The death of his mother as a complication of his own birth meant that Jack Collins would be raised by relatives, not all of them vitally interested in his welfare. In his infancy, his care was left largely to his father’s much younger sister, Margaret, then a winsome and cheerful 16-year-old; as he grew older, he spent more and more time with his mother’s mother, Ida Finch, and it was to Ida that he fled when his stepmother’s rages became too much to bear.
Jack was 15 months younger than my mother, and she described him sometimes as a “pesky little brother” who stole her roller skates and used the wheels to make a skateboard. Her tone of voice betrayed affection, though; I could see that she had loved him. Generally, she said little of Jack, and we had only a few snapshots to anchor him in our imaginations: Jack at age six, blond and sweet, squinting into the sun as he grasps a croquet mallet; Jack at 14, gazing whimsically at the camera, as if daring the photographer not to laugh; Jack at 17, standing stiffly on a cold Easter morning, his best blue suit not quite fitting as it used to, his hair slicked back in the fashion of the day, his expression no longer so eager nor sweet. The boy who once put on such a good front was by now already grappling with the demons that would eventually destroy him. His attitude seems grim, resigned.
Jack came to his end one autumn day in 1946; the cause, we were told, was an automobile accident. We lived with this myth for years. But my father could not quite keep the family secret; one night he told my brother the true story: Jack had put his head in the oven and turned on the gas. This at least, was the story he was told at the morgue, for he had been the one to identify the body. As my father told it, he drove alone to Chester to carry out this task. My mother could not go; they had two small boys at home, and so she stayed behind.
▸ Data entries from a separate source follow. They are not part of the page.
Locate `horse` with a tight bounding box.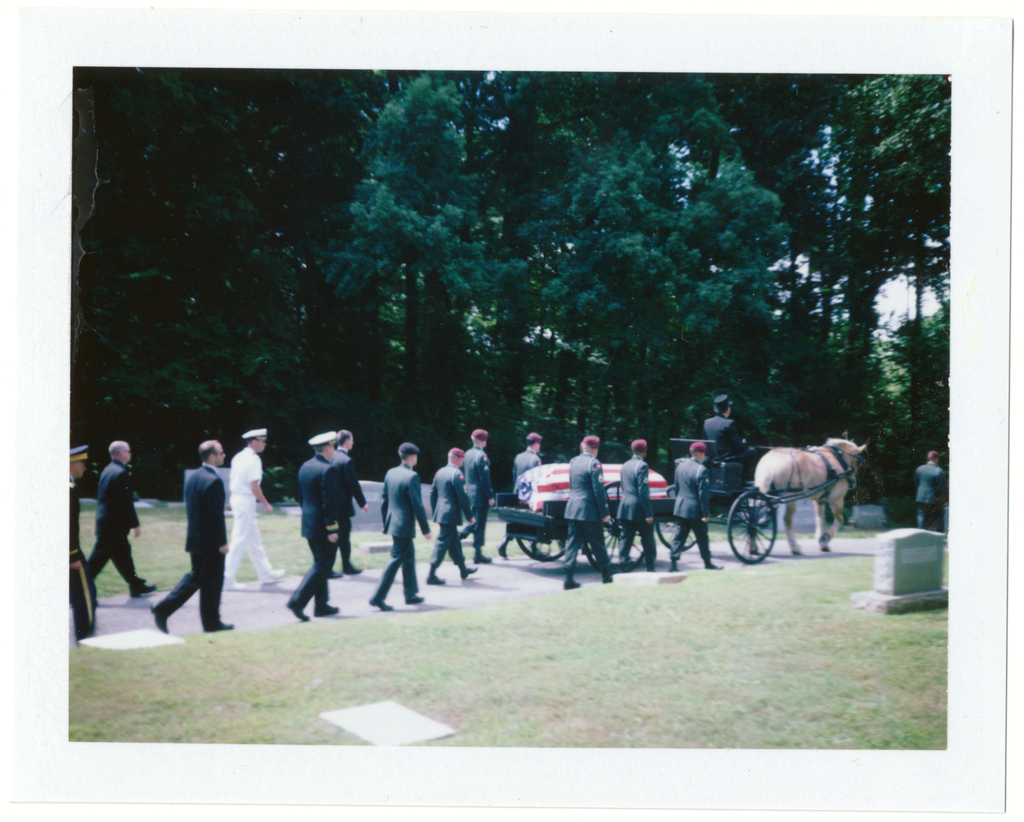
{"x1": 751, "y1": 433, "x2": 872, "y2": 561}.
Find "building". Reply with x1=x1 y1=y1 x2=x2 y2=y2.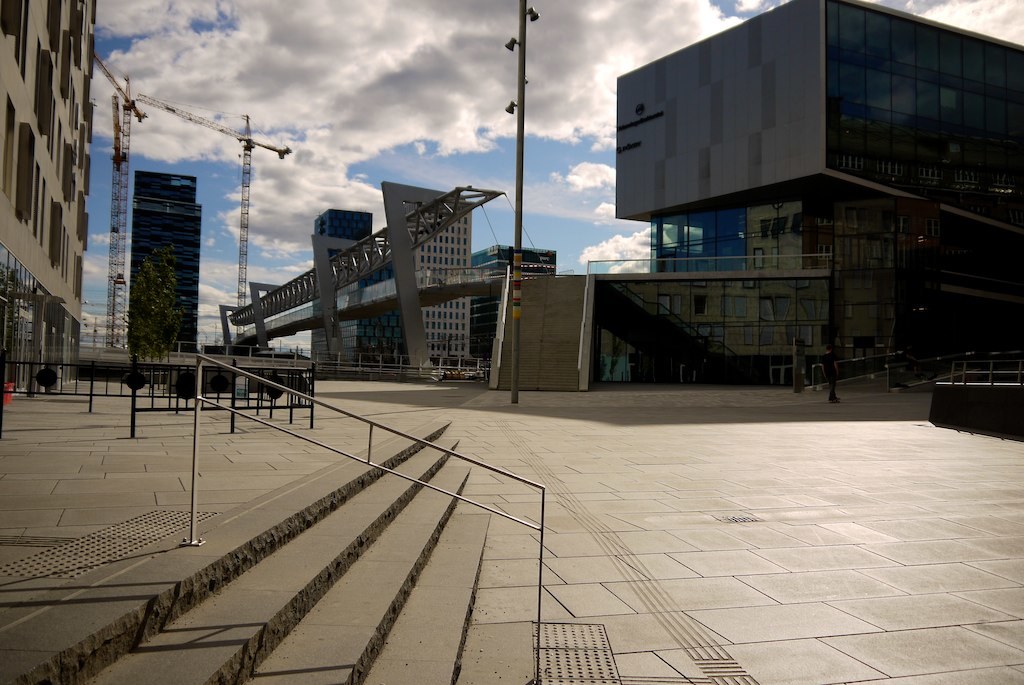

At the morgue, my uncle’s face told a different story altogether.
“He was black and blue. Like he’d been beaten up,” my father said and his tone carried his meaning. This was no suicide.
“Jack ran with a rough crowd,” was the story my father told my brother. “He might have owed someone some money.”
A mob hit.
When this version of events trickled down to me, third-hand through a sister who’d gotten it from the brother who’d been sworn to keep it all a secret, I mulled this mystery over in my mind, imagining an uncle who’d been the victim of a gangster. Was he tough, cavalier, a chewer of gum and player of craps or poker? Did he swing dance with a flask of gin in his hip pocket? Did he sneak out of the ballroom with a girl of easy virtue?
Had he thrown a few punches himself in a barroom brawl?
Somehow the image did not go with the snapshots in the family album. Blue-eyed Jack squinting into the sun. Jack in his Easter suit. Jack giddy and bashful on the day his father married for a second time.
For whatever reason, though, my father kept this theory from my mother. For the rest of her life she lived with the understanding that her brother had committed suicide. Despite my father’s theories, it turned out to have been likely true; years later I learned that when someone dies, and the body is left alone for a while, a bluish-purple discoloration can occur under the skin because the blood pools in the part of the body closest to the ground. And so what looked like bruises to my father was the natural consequence of Jack lying face down, alone, for some time before he was found.
Jack at the time of his death was 26 years old, married with an infant daughter, discharged honorably from the Army Air Force, a hero—like so many others—of that great, good war. Cocky and brave and surely adjusting roughly to his civilian world, he must have found life difficult on returning home. What became of his little girl or his wife Violet, we never knew. And what drove him to his sad end was something my father could never quite explain. Violet, he told me, “was not a very nice person,” the kind of woman who, my father implied, had been of loose morals and a looser tongue, but that alone was hardly enough to drive a man to such a desperate act.
So what was it? Why did he do it?
That question was impossible to ask at 18, but it was of vital importance to me as I struggled against the yawning maw of a depression so deep it threatened to swallow me whole. What pushed Jack to that fatal answer? I had to know, if I was to avoid the same end.
Yet I could not bring myself to pose the question. Only years later did I come to see a clue hidden in the narrative my father had constructed.
Pop was called to identify the body. He drove to Chester alone to carry out that duty.
He drove alone.
Why him?
Why not Violet? Where was she?
Of course.
She wasn’t there. She’d left Jack.
That is how it came to be that my uncle was alone that final night. The boy whose very birth brought the end to his mother’s life could not endure the loss of the woman he loved. Whether worthy of him or not, she had been his, and now Violet had taken their baby and gone away. And in the dark night, no doubt fueled by alcohol and the gnawing sense of worthlessness that had been his birthright, Jack saw nothing but darkness and despair before him. And so he turned on the gas and knelt down, and there, some hours later, all alone, he died.
And in that death died something in my mother’s heart as well. Unable to talk of him, she left him in the past, mistakenly believing she had buried her grief with him. But she had not. The scar that remained was a barrier to feeling; she retreated behind the untold stories of his life and death, moving more and more deeply into a world where survival depended upon not feeling, but of simply bearing up and moving on.